Retinoblastoma (or RB) is a childhood retinal tumor usually affecting children 1 to 2 years of age. Although rare, it is the most common malignant tumor of the eye in children.

A common sign of this cancer is a white glow or glint in the pupil of one or both eyes. Parents may first notice the condition when looking at their child in a photograph. The child’s pupil does not have the normal red appearance that a flash photo creates. Instead, the pupil is white.

Left untreated, retinoblastoma can be fatal or result in blindness.
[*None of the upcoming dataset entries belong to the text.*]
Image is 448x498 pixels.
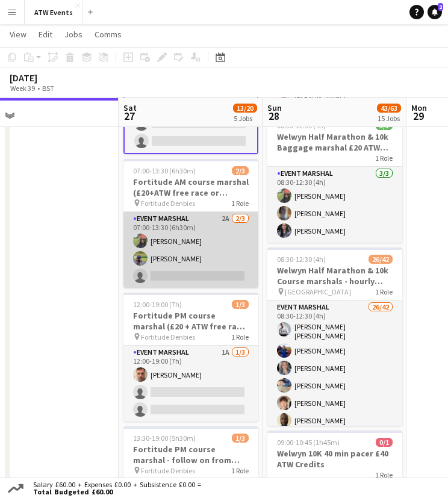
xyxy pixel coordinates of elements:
[285,288,351,296] span: [GEOGRAPHIC_DATA]
[123,177,258,198] h3: Fortitude AM course marshal (£20+ATW free race or Hourly)
[9,72,82,84] div: [DATE]
[376,470,392,479] span: 1 Role
[133,433,196,442] span: 13:30-19:00 (5h30m)
[123,293,258,422] app-job-card: 12:00-19:00 (7h)1/3Fortitude PM course marshal (£20 + ATW free race or Hourly) Fortitude Denbies1...
[376,288,392,296] span: 1 Role
[438,3,443,11] span: 2
[122,109,136,123] span: 27
[42,84,54,93] div: BST
[9,29,26,40] span: View
[231,332,249,342] span: 1 Role
[33,489,201,496] span: Total Budgeted £60.00
[39,29,52,40] span: Edit
[266,109,282,123] span: 28
[59,26,87,42] a: Jobs
[376,438,392,447] span: 0/1
[268,167,403,243] app-card-role: Event Marshal3/308:30-12:30 (4h)[PERSON_NAME][PERSON_NAME][PERSON_NAME]
[376,153,392,163] span: 1 Role
[65,29,83,40] span: Jobs
[412,103,427,113] span: Mon
[232,300,249,309] span: 1/3
[231,466,249,475] span: 1 Role
[268,448,403,469] h3: Welwyn 10K 40 min pacer £40 ATW Credits
[123,212,258,288] app-card-role: Event Marshal2A2/307:00-13:30 (6h30m)[PERSON_NAME][PERSON_NAME]
[268,247,403,426] app-job-card: 08:30-12:30 (4h)26/42Welwyn Half Marathon & 10k Course marshals - hourly rate £12.21 per hour (ov...
[277,438,340,447] span: 09:00-10:45 (1h45m)
[369,254,392,264] span: 26/42
[268,114,403,243] app-job-card: 08:30-12:30 (4h)3/3Welwyn Half Marathon & 10k Baggage marshal £20 ATW credits per hour1 RoleEvent...
[26,481,204,496] div: Salary £60.00 + Expenses £0.00 + Subsistence £0.00 =
[133,167,196,175] span: 07:00-13:30 (6h30m)
[233,103,258,113] span: 13/20
[232,433,249,442] span: 1/3
[231,199,249,208] span: 1 Role
[25,1,83,24] button: ATW Events
[232,167,249,175] span: 2/3
[268,103,282,113] span: Sun
[123,310,258,331] h3: Fortitude PM course marshal (£20 + ATW free race or Hourly)
[377,103,401,113] span: 43/63
[268,265,403,287] h3: Welwyn Half Marathon & 10k Course marshals - hourly rate £12.21 per hour (over 21's)
[268,131,403,153] h3: Welwyn Half Marathon & 10k Baggage marshal £20 ATW credits per hour
[428,5,442,19] a: 2
[7,84,37,93] span: Week 39
[95,29,122,40] span: Comms
[89,26,126,42] a: Comms
[409,109,427,123] span: 29
[123,345,258,422] app-card-role: Event Marshal1A1/312:00-19:00 (7h)[PERSON_NAME]
[277,254,326,264] span: 08:30-12:30 (4h)
[378,114,401,123] div: 15 Jobs
[123,159,258,288] app-job-card: 07:00-13:30 (6h30m)2/3Fortitude AM course marshal (£20+ATW free race or Hourly) Fortitude Denbies...
[123,103,136,113] span: Sat
[5,26,32,42] a: View
[234,114,257,123] div: 5 Jobs
[133,300,182,309] span: 12:00-19:00 (7h)
[123,444,258,466] h3: Fortitude PM course marshal - follow on from morning shift (£20+ATW free race or Hourly)
[141,199,195,208] span: Fortitude Denbies
[34,26,57,42] a: Edit
[141,332,195,342] span: Fortitude Denbies
[141,466,195,475] span: Fortitude Denbies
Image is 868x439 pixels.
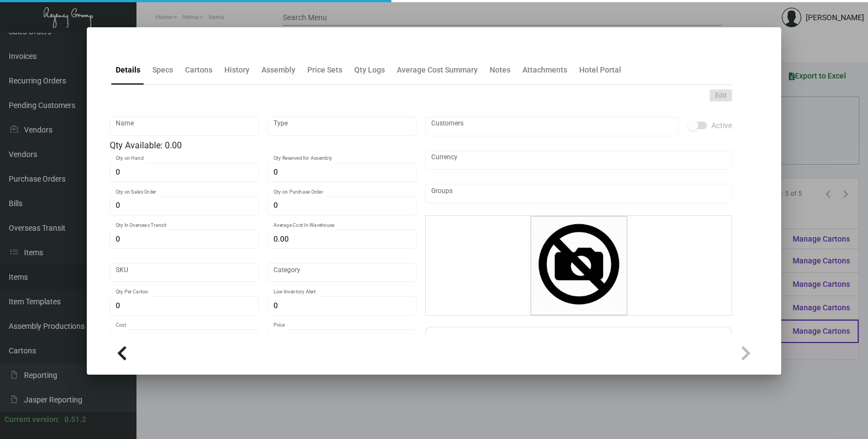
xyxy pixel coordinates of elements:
[711,119,732,132] span: Active
[152,64,173,76] div: Specs
[710,89,732,101] button: Edit
[262,64,296,76] div: Assembly
[490,64,511,76] div: Notes
[116,64,140,76] div: Details
[431,190,726,198] input: Add new..
[307,64,343,76] div: Price Sets
[110,139,417,152] div: Qty Available: 0.00
[397,64,478,76] div: Average Cost Summary
[224,64,250,76] div: History
[431,122,673,131] input: Add new..
[5,414,60,425] div: Current version:
[523,64,567,76] div: Attachments
[354,64,385,76] div: Qty Logs
[65,414,86,425] div: 0.51.2
[185,64,212,76] div: Cartons
[715,91,726,100] span: Edit
[579,64,621,76] div: Hotel Portal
It also plays a special role in explaining cancer; retinoblastomas have been found to grow in response to the mutation of a single gene, the RB1 gene, demonstrating that some cells are only a step away from developing into a life-threatening malignancy.

David E. Cobrinik, MD, PhD, of The Vision Center at Children’s Hospital Los Angeles, together with colleagues at Memorial Sloan-Kettering Cancer Center in New York City, has answered the longstanding question of why mutations to the RB1 gene primarily cause tumors of the retina and not other cell types. His study could reveal new cellular signaling pathways relevant to retinal development, cancer development and, ultimately, the discovery of novel therapies.

“Finding the single genetic change that causes these retinal tumors in young children advances our understanding of cancer, not only because it solves the RB riddle, but because the discovery more generally implies that cancers can develop through the collaboration between a cancer-causing mutation—in this case, inactivation of the RB1 gene—and cell type-specific circuitry,” says Cobrinik, who is also an investigator with The Saban Research Institute of CHLA and associate professor of Ophthalmology at the USC Eye Institute in the Keck School of Medicine of the University of Southern California.

Researchers at CHLA were also among the first to isolate and clone the RB1 gene. The Vision Center at CHLA, one of the largest clinical programs in the U.S. for the treatment of retinoblastoma, was among the first sites in the nation to offer gene testing for all retinoblastoma patients and the first to offer a prenatal diagnosis for the disease.

In June 2014, a team of CHLA physicians and scientists announced development of a retinoblastoma next-generation (RB1 NextGen) sequencing panel. The hospital became the first to offer this whole-gene sequencing to patients and family members who may also have inherited the gene mutation, placing them at high risk.